Thursday, January 08, 2015

Orange Boots for the Llama

This is half of one of my mother's slides that probably should have been discarded:
1) After developing, when it was seen to be a double exposure
2) When I went through our family slides after my mother died and discarded hundreds of them, mostly of trips and conferences where I could not identify any of the people.
3) Just before I spent a quarter to send this slide to India with many of its companions
to be scanned by Scancafe, from whence the careful workers send 
the files back with every picture right side up!

Still, I am very glad it survived, and I have it:
1) because of the faint and beautiful children's faces in the lower left.
2) Because of the individualized expressions on the faces of the llamas.
3) because of the elegant and beautiful decorations on their sides.
4) because I did not know llamas were capable of such hauteur.
5) because the second exposure has gifted the right-side llama with bright-orange boots.

Tonight's poem is from a poet I recently discovered, although he has actually been around quite a while.

Hubcaps

The tractor runs over dirt and shapes it, turning
stubble and moving the hill
furrow by furrow to the terraces,
slicing clods, wearing
them away and chopping roots
to rot in sweet beds of decay.

The owl, eyes like arenas
gathering
the weeds and hungry ditches.
She guards the air like a monument
shedding a field of energy downwind.

Old hubcaps burning all night in the creek.

Robert Morgan

Red Owl, W. W. Norton, 1972, page 73.

Poem recipe or task: Write a poem in a dozen lines. The first stanza describes something common in your environment in a clear, original and forceful manner. Try to use strong, simple-sounding words like roots, stubble, clods and weeds. The second, not quite as long, describes an animal or bird doing what it would naturally do nearby the activity in the first stanza. End with a single line in which something perfectly ordinary (and not out of place in this environment) becomes mysterious and surprising.

And remember my reminder: IT'S ALL ART, ALL THE TIME!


## What the task requires
In the records that follow, find each line with the word "infant" and copy it.

=== Begin Enclosure ===

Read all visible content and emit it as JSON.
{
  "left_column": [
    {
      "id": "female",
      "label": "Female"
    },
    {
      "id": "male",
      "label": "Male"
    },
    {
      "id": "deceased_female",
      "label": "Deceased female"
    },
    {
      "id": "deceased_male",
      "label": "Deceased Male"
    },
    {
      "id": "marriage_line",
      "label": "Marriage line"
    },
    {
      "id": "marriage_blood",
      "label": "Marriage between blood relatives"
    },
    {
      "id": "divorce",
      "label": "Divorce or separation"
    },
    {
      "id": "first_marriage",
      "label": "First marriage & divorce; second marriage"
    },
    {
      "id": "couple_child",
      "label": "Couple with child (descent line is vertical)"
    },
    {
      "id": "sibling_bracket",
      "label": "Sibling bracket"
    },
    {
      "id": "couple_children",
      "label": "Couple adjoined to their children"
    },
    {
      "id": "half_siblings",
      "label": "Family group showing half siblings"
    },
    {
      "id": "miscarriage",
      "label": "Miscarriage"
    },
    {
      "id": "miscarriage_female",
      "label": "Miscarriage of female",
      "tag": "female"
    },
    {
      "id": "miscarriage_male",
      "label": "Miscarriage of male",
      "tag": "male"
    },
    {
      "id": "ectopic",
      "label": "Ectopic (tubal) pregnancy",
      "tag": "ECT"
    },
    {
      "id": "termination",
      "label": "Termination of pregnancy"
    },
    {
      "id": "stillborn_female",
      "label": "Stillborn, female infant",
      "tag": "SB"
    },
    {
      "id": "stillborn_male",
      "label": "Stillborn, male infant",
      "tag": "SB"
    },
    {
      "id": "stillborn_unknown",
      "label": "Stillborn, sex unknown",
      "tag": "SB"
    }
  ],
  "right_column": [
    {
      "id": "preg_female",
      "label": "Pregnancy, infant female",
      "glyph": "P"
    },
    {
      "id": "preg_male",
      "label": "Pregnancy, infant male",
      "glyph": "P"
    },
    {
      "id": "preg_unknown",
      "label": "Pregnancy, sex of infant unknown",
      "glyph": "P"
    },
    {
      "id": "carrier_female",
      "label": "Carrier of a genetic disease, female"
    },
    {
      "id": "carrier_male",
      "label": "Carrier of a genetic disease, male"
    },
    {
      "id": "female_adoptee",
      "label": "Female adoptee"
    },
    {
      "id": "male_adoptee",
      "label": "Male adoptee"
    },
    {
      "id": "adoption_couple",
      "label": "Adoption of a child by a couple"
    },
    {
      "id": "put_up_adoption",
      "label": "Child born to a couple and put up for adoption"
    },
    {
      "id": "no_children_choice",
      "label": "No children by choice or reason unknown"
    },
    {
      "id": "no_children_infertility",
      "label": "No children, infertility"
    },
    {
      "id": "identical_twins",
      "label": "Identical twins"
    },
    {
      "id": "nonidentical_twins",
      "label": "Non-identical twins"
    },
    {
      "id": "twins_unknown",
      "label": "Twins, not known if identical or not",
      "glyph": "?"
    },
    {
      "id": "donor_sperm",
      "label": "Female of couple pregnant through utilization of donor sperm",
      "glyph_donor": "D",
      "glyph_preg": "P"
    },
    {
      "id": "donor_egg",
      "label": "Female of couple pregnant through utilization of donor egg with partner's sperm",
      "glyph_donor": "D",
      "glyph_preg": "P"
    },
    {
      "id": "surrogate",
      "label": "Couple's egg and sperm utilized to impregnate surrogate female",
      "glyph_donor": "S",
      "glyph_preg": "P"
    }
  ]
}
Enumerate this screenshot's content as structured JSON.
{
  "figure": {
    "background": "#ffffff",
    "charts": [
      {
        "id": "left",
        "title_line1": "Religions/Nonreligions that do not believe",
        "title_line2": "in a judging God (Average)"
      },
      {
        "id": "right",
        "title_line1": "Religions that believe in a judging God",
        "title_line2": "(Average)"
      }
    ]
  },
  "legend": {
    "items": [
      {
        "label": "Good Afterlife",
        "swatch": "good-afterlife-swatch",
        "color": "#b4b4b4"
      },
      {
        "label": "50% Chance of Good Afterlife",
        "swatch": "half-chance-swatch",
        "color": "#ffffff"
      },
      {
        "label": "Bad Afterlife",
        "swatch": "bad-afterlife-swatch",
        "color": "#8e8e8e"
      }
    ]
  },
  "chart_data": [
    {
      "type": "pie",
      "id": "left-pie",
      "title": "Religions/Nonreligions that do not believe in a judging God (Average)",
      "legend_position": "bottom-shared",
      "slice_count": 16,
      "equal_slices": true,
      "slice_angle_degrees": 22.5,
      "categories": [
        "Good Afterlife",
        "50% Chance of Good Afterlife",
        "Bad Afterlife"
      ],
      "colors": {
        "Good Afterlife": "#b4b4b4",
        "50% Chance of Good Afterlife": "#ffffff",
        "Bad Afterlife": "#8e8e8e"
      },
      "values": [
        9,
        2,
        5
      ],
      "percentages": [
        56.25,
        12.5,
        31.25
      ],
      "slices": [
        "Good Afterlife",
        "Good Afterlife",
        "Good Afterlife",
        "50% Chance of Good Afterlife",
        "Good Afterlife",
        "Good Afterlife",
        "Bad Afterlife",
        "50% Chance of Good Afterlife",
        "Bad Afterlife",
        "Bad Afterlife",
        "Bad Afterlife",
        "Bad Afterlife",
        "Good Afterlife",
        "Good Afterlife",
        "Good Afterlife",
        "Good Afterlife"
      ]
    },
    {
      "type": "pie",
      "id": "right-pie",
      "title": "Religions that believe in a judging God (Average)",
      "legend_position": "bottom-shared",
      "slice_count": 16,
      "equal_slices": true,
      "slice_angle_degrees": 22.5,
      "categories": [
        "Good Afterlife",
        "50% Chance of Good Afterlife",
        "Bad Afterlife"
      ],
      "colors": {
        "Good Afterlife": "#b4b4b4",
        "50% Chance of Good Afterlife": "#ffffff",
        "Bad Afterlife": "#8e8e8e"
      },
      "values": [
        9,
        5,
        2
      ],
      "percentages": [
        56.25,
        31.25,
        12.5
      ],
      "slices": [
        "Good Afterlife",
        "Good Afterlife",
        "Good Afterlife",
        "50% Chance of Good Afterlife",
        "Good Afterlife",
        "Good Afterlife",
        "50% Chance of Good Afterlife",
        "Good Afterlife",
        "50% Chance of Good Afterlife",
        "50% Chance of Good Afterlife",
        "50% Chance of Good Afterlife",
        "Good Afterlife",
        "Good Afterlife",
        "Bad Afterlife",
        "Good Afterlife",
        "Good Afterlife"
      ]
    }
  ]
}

=== End Enclosure ===

## Solution for this problem
      "label": "Stillborn, female infant",
      "label": "Stillborn, male infant",
      "label": "Pregnancy, infant female",
      "label": "Pregnancy, infant male",
      "label": "Pregnancy, sex of infant unknown",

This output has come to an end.